04/11/13

Smartphone app offers cheap aflatoxin test for farmers

Smartphone_Flickr_The Jane Goodall Institute_Lilian Pintea_USAID Africa Bureau
Copyright: The Jane Goodall Institute/Lilian Pintea/USAID Africa Bureau

Speed read

  • The app measures aflatoxins using a phone image of a colour-changing strip test
  • It could boost the accuracy of such immunoassay tests by a factor of 100
  • Results will be uploaded to the Internet to aid research on aflatoxin outbreaks

Send to a friend

The details you provide on this page will not be used to send unsolicited email, and will not be sold to a 3rd party. See privacy policy.

A smartphone application could offer a cheap way for African farming communities to manage cancer-causing toxins produced by a fungus that grows on crops while building a ‘big data’ set to assist research on outbreaks.

The Lab-on-Mobile-Device (LMD) platform can detect aflatoxins as accurately as a laboratory test, but can be carried out anywhere at a fraction of the cost using a smartphone camera, according to Donald Cooper of the University of Colorado, United States, who co-founded a company called Mobile Assay to develop the technology.

Field trials of LMD began in five locations in East Africa last September in collaboration with several regional research universities and research institutions, and with a grant from the Bill & Melinda Gates Foundation.

The fungus that produces aflatoxin grows on various crops — such as maize and peanuts — in warm climates. The problem affects a quarter of food crops worldwide, according to the Food and Agriculture Organization.

“You need to be able to couple diagnostics with treatments.”

Donald Cooper, 
Mobile Assay

Roughly five billion people in the developing world are likely to be exposed to aflatoxins, according to the Partnership for Aflatoxin Control in Africa. The WHO recognises the chemical as a carcinogen.

Efforts to control aflatoxin have been hampered by a lack of adequate diagnostics, says Benoit Gnonlonfin, a food safety researcher working for a research initiative Biosciences eastern and central Africa.

Laboratory tests that can identify the toxin are expensive, costing at least US$15 per test, according to Gnonlonfin, in addition to the challenge of transporting samples from remote areas.

As a result, local regulatory agencies widely use cheaper immunoassay tests, which operate in a similar way to over-the-counter pregnancy tests, for on-location screening. But these can only indicate a positive or negative result via a colour change on test strips or in liquid substrates and so are unable to indicate the level of health threat.

“The immunoassay tests are semi-qualitative techniques and they are not very appropriate for making decisions about whether a batch of food is fit for consumption,” he says. “We need more-advanced technologies that are also affordable.”

Immunoassay tests are also prone to human error as some require precise timing and because low concentrations of aflatoxin might not trigger an obvious coloured response, according to Cooper.
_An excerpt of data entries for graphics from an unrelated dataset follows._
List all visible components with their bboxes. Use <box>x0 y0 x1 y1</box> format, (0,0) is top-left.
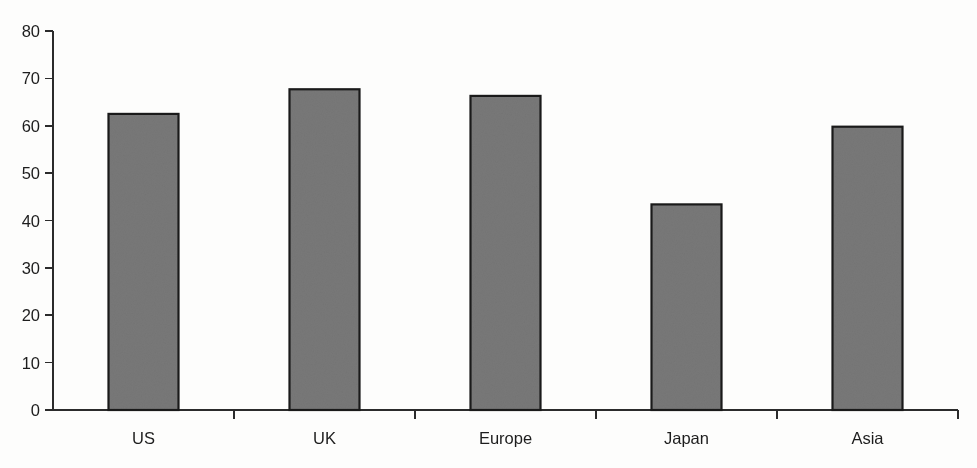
bar-texture-uk <box>291 91 358 409</box>
bar-texture-europe <box>472 97 539 408</box>
y-tick-label-0: 0 <box>31 401 40 419</box>
bar-texture-asia <box>834 128 901 408</box>
bar-texture-japan <box>653 206 720 409</box>
y-tick-label-10: 10 <box>22 354 40 372</box>
y-tick-label-30: 30 <box>22 259 40 277</box>
y-tick-label-50: 50 <box>22 164 40 182</box>
y-tick-label-80: 80 <box>22 22 40 40</box>
bar-texture-us <box>110 115 177 408</box>
x-label-asia: Asia <box>851 429 884 447</box>
y-tick-label-70: 70 <box>22 69 40 87</box>
y-tick-label-40: 40 <box>22 212 40 230</box>
y-tick-label-20: 20 <box>22 306 40 324</box>
x-label-us: US <box>132 429 155 447</box>
y-tick-label-60: 60 <box>22 117 40 135</box>
x-label-japan: Japan <box>664 429 709 447</box>
x-label-europe: Europe <box>479 429 532 447</box>
bar-chart: 01020304050607080 USUKEuropeJapanAsia <box>0 0 977 468</box>
x-label-uk: UK <box>313 429 336 447</box>
chart-canvas: 01020304050607080 USUKEuropeJapanAsia <box>0 0 977 468</box>
y-axis-tick-labels: 01020304050607080 <box>22 22 40 419</box>
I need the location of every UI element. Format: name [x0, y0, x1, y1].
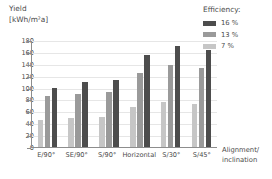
- legend-item-label: 7 %: [221, 42, 234, 50]
- bar-group: [99, 41, 119, 147]
- bar: [113, 80, 119, 147]
- plot-area: [31, 41, 217, 148]
- x-axis-tick-label: E/90°: [31, 151, 61, 165]
- bar: [52, 88, 58, 147]
- bar: [144, 55, 150, 147]
- bar: [38, 120, 44, 147]
- bar: [82, 82, 88, 147]
- bar: [68, 118, 74, 147]
- x-axis-tick-label: SE/90°: [61, 151, 91, 165]
- legend-items: 16 %13 %7 %: [203, 18, 271, 53]
- legend-swatch-icon: [203, 44, 216, 49]
- bar-chart: Yield [kWh/m²a] 020406080100120140160180…: [0, 0, 272, 179]
- bar: [106, 92, 112, 147]
- bar-group: [68, 41, 88, 147]
- x-axis-tick-label: Horizontal: [122, 151, 156, 165]
- bar: [192, 104, 198, 147]
- bar: [99, 117, 105, 147]
- legend-swatch-icon: [203, 32, 216, 37]
- bar: [206, 50, 212, 147]
- bar-group: [161, 41, 181, 147]
- legend-item: 7 %: [203, 41, 271, 53]
- x-axis-title: Alignment/ inclination: [222, 146, 259, 165]
- x-axis-tick-label: S/90°: [92, 151, 122, 165]
- y-axis-tick-mark: [27, 148, 31, 149]
- bar: [45, 96, 51, 147]
- bar: [137, 73, 143, 147]
- legend: Efficiency: 16 %13 %7 %: [203, 5, 271, 52]
- legend-item-label: 13 %: [221, 31, 238, 39]
- bar: [168, 65, 174, 147]
- legend-item-label: 16 %: [221, 19, 238, 27]
- bar: [175, 46, 181, 147]
- y-axis-title: Yield [kWh/m²a]: [9, 4, 48, 25]
- bar: [130, 107, 136, 147]
- x-axis-tick-labels: E/90°SE/90°S/90°HorizontalS/30°S/45°: [31, 151, 217, 165]
- bar: [75, 94, 81, 148]
- x-axis-tick-label: S/30°: [156, 151, 186, 165]
- bar-group: [192, 41, 212, 147]
- bar-group: [130, 41, 150, 147]
- bar-groups-container: [32, 41, 217, 147]
- bar: [199, 68, 205, 147]
- legend-title: Efficiency:: [203, 5, 271, 14]
- legend-item: 13 %: [203, 29, 271, 41]
- bar-group: [38, 41, 58, 147]
- legend-swatch-icon: [203, 21, 216, 26]
- x-axis-tick-label: S/45°: [187, 151, 217, 165]
- legend-item: 16 %: [203, 18, 271, 30]
- bar: [161, 102, 167, 147]
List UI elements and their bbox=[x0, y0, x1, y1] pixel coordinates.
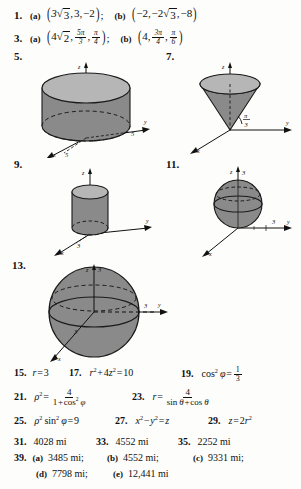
denominator-4: 4 bbox=[92, 38, 100, 46]
problem-number-31: 31. bbox=[14, 436, 27, 447]
answer-row-25: 25. ρ2sin2φ = 9 bbox=[14, 415, 79, 426]
answer-39e-value: 12,441 mi bbox=[128, 468, 169, 479]
cone-svg: z y x π 3 bbox=[178, 58, 298, 158]
answer-39a-value: 3485 mi; bbox=[48, 452, 84, 463]
pi-1: π bbox=[81, 28, 85, 37]
paren-right-2: ) bbox=[193, 4, 197, 24]
sin-23: sin bbox=[167, 397, 178, 407]
answer-row-5: 5. bbox=[14, 50, 22, 62]
fraction-1-over-3: 13 bbox=[234, 366, 242, 383]
denominator-3: 3 bbox=[77, 38, 85, 46]
cone-angle-numerator: π bbox=[244, 112, 248, 119]
sphere-tangent-axis-x-label: x bbox=[208, 251, 212, 257]
sphere-large-axis-x-label: x bbox=[57, 356, 61, 362]
value-9-25: 9 bbox=[74, 415, 79, 426]
semicolon-1: ; bbox=[100, 9, 103, 21]
part-label-3a: (a) bbox=[30, 34, 41, 44]
problem-number-25: 25. bbox=[14, 415, 27, 426]
denominator-21: 1 + cos2φ bbox=[51, 398, 88, 407]
answer-19-expression: cos2φ = 13 bbox=[202, 366, 243, 383]
answer-29-expression: z = 2r2 bbox=[229, 415, 252, 426]
denominator-23: sinθ + cosθ bbox=[165, 398, 211, 407]
problem-number-23: 23. bbox=[132, 391, 145, 402]
denominator-4b: 4 bbox=[154, 38, 162, 46]
part-label-39d: (d) bbox=[36, 469, 47, 479]
cylinder-wide-svg: z y x 5 5 bbox=[24, 58, 156, 158]
problem-number-5: 5. bbox=[14, 50, 22, 62]
var-z-27: z bbox=[165, 415, 169, 426]
paren-left: ( bbox=[47, 4, 51, 24]
cone-axis-y-label: y bbox=[285, 120, 289, 126]
problem-number-3: 3. bbox=[14, 32, 30, 44]
plus-17: + bbox=[97, 367, 104, 378]
problem-number-9: 9. bbox=[14, 158, 22, 170]
answer-39c-value: 9331 mi; bbox=[208, 452, 244, 463]
part-label-1a: (a) bbox=[30, 11, 41, 21]
paren-right-3: ) bbox=[102, 27, 106, 47]
problem-number-7: 7. bbox=[166, 50, 174, 62]
sphere-large-label-y: 3 bbox=[143, 302, 148, 309]
answer-row-39d: (d) 7798 mi; bbox=[36, 468, 88, 479]
sphere-tangent-axis-y-label: y bbox=[286, 219, 290, 225]
cylinder-wide-axis-x-label: x bbox=[52, 152, 56, 158]
answer-row-33: 33. 4552 mi bbox=[96, 436, 149, 447]
figure-sphere-tangent: z 3 y 3 x bbox=[192, 164, 300, 260]
cone-axis-z-label: z bbox=[221, 64, 225, 70]
part-label-39b: (b) bbox=[107, 453, 118, 463]
problem-number-33: 33. bbox=[96, 436, 109, 447]
fraction-5pi-over-3: 5π3 bbox=[75, 29, 87, 45]
figure-cone: z y x π 3 bbox=[178, 58, 298, 158]
answer-row-3: 3. (a) ( 4√2, 5π3, π4 ) ; (b) ( 4, 3π4, … bbox=[14, 27, 184, 47]
answer-3a-body: 4√2, 5π3, π4 bbox=[51, 29, 101, 45]
answer-17-expression: r2 + 4z2 = 10 bbox=[90, 367, 134, 378]
paren-left-3: ( bbox=[47, 27, 51, 47]
problem-number-11: 11. bbox=[166, 158, 179, 170]
fraction-23: 4sinθ + cosθ bbox=[165, 388, 211, 407]
sin-25: sin bbox=[44, 415, 56, 426]
part-label-3b: (b) bbox=[121, 34, 132, 44]
answer-27-expression: x2 − y2 = z bbox=[136, 415, 170, 426]
equals-29: = bbox=[232, 415, 239, 426]
cylinder-narrow-axis-x-label: x bbox=[60, 250, 64, 256]
comma-6: , bbox=[87, 30, 91, 42]
exp-2-f: 2 bbox=[39, 414, 42, 421]
answer-21-expression: ρ2 = 41 + cos2φ bbox=[35, 388, 89, 407]
answer-1b-expression: ( −2, −2√3, −8 ) bbox=[131, 4, 198, 24]
cylinder-wide-label-x: 5 bbox=[65, 151, 69, 158]
cos-21: cos bbox=[64, 397, 76, 407]
denominator-3b: 3 bbox=[234, 375, 242, 383]
cylinder-narrow-label-x: 3 bbox=[76, 242, 81, 249]
cylinder-wide-axis-y-label: y bbox=[143, 119, 147, 125]
pi-2: π bbox=[158, 28, 162, 37]
fraction-pi-over-4: π4 bbox=[92, 29, 100, 45]
cos-23: cos bbox=[190, 397, 202, 407]
answer-row-35: 35. 2252 mi bbox=[178, 436, 231, 447]
answer-row-19: 19. cos2φ = 13 bbox=[181, 366, 243, 383]
paren-right-4: ) bbox=[179, 27, 183, 47]
part-label-39a: (a) bbox=[33, 453, 44, 463]
problem-number-27: 27. bbox=[115, 415, 128, 426]
problem-number-19: 19. bbox=[181, 368, 194, 379]
problem-number-13: 13. bbox=[12, 259, 26, 271]
answer-3b-expression: ( 4, 3π4, π6 ) bbox=[137, 27, 184, 47]
answer-1a-expression: ( 3√3, 3, −2 ) bbox=[46, 4, 101, 24]
answer-row-39: 39. (a) 3485 mi; bbox=[14, 452, 84, 463]
sphere-tangent-axis-z-label: z bbox=[229, 169, 233, 175]
comma-7: , bbox=[148, 30, 152, 42]
answer-3a-expression: ( 4√2, 5π3, π4 ) bbox=[46, 27, 107, 47]
answer-row-9: 9. bbox=[14, 158, 22, 170]
cylinder-narrow-axis-z-label: z bbox=[81, 170, 85, 176]
part-label-1b: (b) bbox=[115, 11, 126, 21]
problem-number-29: 29. bbox=[208, 415, 221, 426]
answer-31-value: 4028 mi bbox=[34, 436, 67, 447]
answer-row-21: 21. ρ2 = 41 + cos2φ bbox=[14, 388, 89, 407]
comma-8: , bbox=[165, 30, 169, 42]
answer-row-11: 11. bbox=[166, 158, 179, 170]
problem-number-17: 17. bbox=[69, 367, 82, 378]
cylinder-narrow-axis-y-label: y bbox=[145, 218, 149, 224]
answer-25-expression: ρ2sin2φ = 9 bbox=[35, 415, 80, 426]
figure-sphere-large: z 3 y 3 x 3 bbox=[32, 262, 178, 368]
value-8: 8 bbox=[187, 7, 193, 19]
sphere-tangent-svg: z 3 y 3 x bbox=[192, 164, 300, 260]
answer-row-39e: (e) 12,441 mi bbox=[113, 468, 169, 479]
He says that LMD reduces these risks by analysing the shades of the coloured bands on test strips via a digital phone image.

After users photograph the test strip with the smartphone, the app then calculates the pixel density of the coloured band. The result shows how much aflatoxin is present, within a certain threshold, rather than merely giving a simple positive or negative result.
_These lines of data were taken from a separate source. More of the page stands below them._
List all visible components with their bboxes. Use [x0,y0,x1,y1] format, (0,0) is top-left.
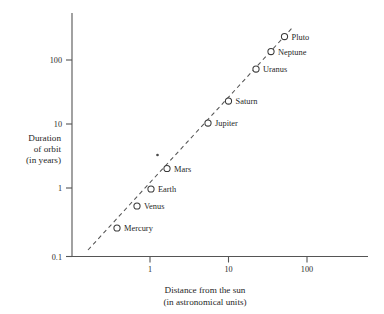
point-label: Pluto [292,33,310,42]
data-point-mars[interactable]: Mars [164,165,191,174]
point-label: Neptune [278,48,307,57]
point-label: Venus [144,202,164,211]
point-label: Jupiter [215,119,238,128]
x-axis-title-line1: Distance from the sun [165,285,246,295]
x-axis-ticks [150,257,307,263]
data-point-mercury[interactable]: Mercury [114,224,154,233]
data-point-venus[interactable]: Venus [134,202,165,211]
y-axis-title-line2: of orbit [34,144,62,154]
data-point-pluto[interactable]: Pluto [281,33,309,42]
y-axis-title-line3: (in years) [26,155,61,165]
y-axis-ticks [66,60,72,257]
marker-circle [164,165,170,171]
marker-circle [268,48,274,54]
data-point-earth[interactable]: Earth [148,185,177,194]
data-point-uranus[interactable]: Uranus [253,65,287,74]
x-tick-label-100: 100 [301,265,313,274]
data-point-jupiter[interactable]: Jupiter [205,119,238,128]
scatter-plot-svg: 100 10 1 0.1 1 10 100 Mercury Venus Eart… [0,0,384,314]
x-axis-title-line2: (in astronomical units) [163,297,246,307]
data-point-neptune[interactable]: Neptune [268,48,307,57]
marker-circle [205,120,211,126]
point-label: Mercury [124,224,154,233]
marker-circle [225,98,231,104]
marker-circle [114,225,120,231]
point-label: Earth [158,185,177,194]
y-axis-title: Duration of orbit (in years) [26,133,61,165]
data-point-saturn[interactable]: Saturn [225,97,258,106]
x-tick-label-10: 10 [224,265,232,274]
point-label: Saturn [236,97,259,106]
y-tick-label-100: 100 [50,56,62,65]
marker-circle [134,203,140,209]
y-tick-label-1: 1 [58,184,62,193]
marker-circle [148,186,154,192]
y-tick-label-10: 10 [54,120,62,129]
y-tick-label-0-1: 0.1 [52,253,62,262]
y-axis-title-line1: Duration [28,133,61,143]
x-axis-title: Distance from the sun (in astronomical u… [163,285,246,307]
chart-figure: 100 10 1 0.1 1 10 100 Mercury Venus Eart… [0,0,384,314]
marker-circle [253,66,259,72]
point-label: Uranus [263,65,287,74]
trend-line [88,27,293,250]
marker-circle [281,33,287,39]
point-label: Mars [174,165,191,174]
x-tick-label-1: 1 [148,265,152,274]
stray-ink-mark [156,154,159,157]
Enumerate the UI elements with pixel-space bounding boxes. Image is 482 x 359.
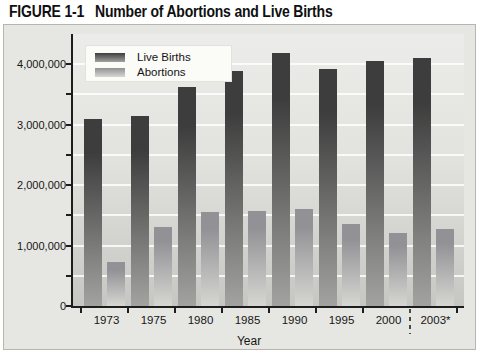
x-axis-tick [315,308,317,313]
x-axis-label: 1973 [84,314,130,326]
figure-page: FIGURE 1-1Number of Abortions and Live B… [0,0,482,359]
bar-live-births-2000 [366,61,384,306]
bar-abortions-1975 [154,227,172,306]
y-axis-tick [66,93,71,95]
y-axis-label: 3,000,000 [8,119,66,131]
figure-caption: Number of Abortions and Live Births [95,2,333,20]
x-axis-tick [268,308,270,313]
x-axis-label: 1980 [178,314,224,326]
bar-abortions-2000 [389,233,407,306]
legend-label-live-births: Live Births [137,51,191,64]
x-axis-label: 1975 [131,314,177,326]
legend: Live Births Abortions [85,45,232,82]
bar-live-births-1985 [225,71,243,306]
y-axis-tick [66,245,71,247]
y-axis-tick [66,275,71,277]
x-axis-label: 1985 [225,314,271,326]
y-axis-tick [66,154,71,156]
bar-abortions-1980 [201,212,219,306]
bar-live-births-1975 [131,116,149,306]
y-axis-tick [66,305,71,307]
x-axis-tick [127,308,129,313]
legend-item-abortions: Abortions [95,66,231,79]
gridline [73,93,464,95]
bar-live-births-1990 [272,53,290,306]
bar-abortions-1990 [295,209,313,306]
bar-abortions-1973 [107,262,125,306]
legend-item-live-births: Live Births [95,51,231,64]
y-axis-tick [66,124,71,126]
figure-number: FIGURE 1-1 [9,2,84,20]
y-axis-label: 0 [8,300,66,312]
chart-frame: Live Births Abortions Year 01,000,0002,0… [3,24,476,350]
y-axis-label: 4,000,000 [8,58,66,70]
legend-label-abortions: Abortions [137,66,186,79]
projection-divider-dashed-line [409,309,411,334]
x-axis-label: 2003* [413,314,459,326]
bar-abortions-1985 [248,211,266,306]
x-axis-tick [362,308,364,313]
x-axis-label: 1990 [272,314,318,326]
bar-live-births-1973 [84,119,102,306]
bar-live-births-2003 [413,58,431,306]
bar-live-births-1995 [319,69,337,306]
y-axis-tick [66,184,71,186]
x-axis-tick [221,308,223,313]
bar-live-births-1980 [178,87,196,306]
x-axis-label: 1995 [319,314,365,326]
bar-abortions-2003 [436,229,454,306]
bar-abortions-1995 [342,224,360,306]
x-axis-tick [456,308,458,313]
y-axis-label: 1,000,000 [8,240,66,252]
abortions-swatch-icon [95,68,125,77]
y-axis-tick [66,63,71,65]
x-axis-tick [80,308,82,313]
x-axis-title: Year [219,334,279,348]
x-axis-label: 2000 [366,314,412,326]
figure-title: FIGURE 1-1Number of Abortions and Live B… [9,2,333,20]
y-axis-tick [66,214,71,216]
x-axis-tick [174,308,176,313]
live-births-swatch-icon [95,53,125,62]
y-axis-label: 2,000,000 [8,179,66,191]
LMD is more sensitive than the human eye, boosting the accuracy of traditional immunoassay tests by a factor of 100, according to Cooper.


Harvesting data

Data from the tests will also be automatically uploaded online to create real-time, open-access maps of aflatoxin outbreaks for research.

“Our goal is to be able to use the big data component of this,” says Cooper. He hopes that, once a critical mass of people are using the app in various regions, he will be able to correlate those findings with other information — such as climate data — to build models that predict aflatoxin prevalence.
Gnonlonfin says it would also be helpful to have a risk map.

Each LMD test will cost about US$2-3, although the need to own a smartphone with a camera means Cooper sees LMD not as a tool for every farmer but rather as a more-accurate, on-site test for agricultural co-operatives and regulatory bodies.

Mobile Assay is also developing a prototype low-energy, lightweight ozone decontamination unit to treat infected crops. Cooper says the technology, often used in organic farming in the United States, can neutralise up to 90 per cent of the aflatoxin in a plant.

“You need to be able to couple diagnostics with treatments,” says Cooper. “It’s one thing to have an easy-to-use and low-cost diagnostic, but then there is the larger question of what to do when you find out that you have a problem. What we’re trying to do is answer both questions.”

This week (5 November), The International Food Policy Research Institute will launch a series of 19 policy briefs on managing aflatoxins.

Several briefs examine effective detection and diagnostic technologies, including one on Blue Boxes, portable grain-testing tools that allow for on-the-spot testing of crops at any stage of the supply chain.

“The series provides a good way of bringing together up-to-date information on aflatoxins by experts,” said Delia Grace, veterinary epidemiologist at the International Livestock Research Institute, in a story posted on IFPRI's website.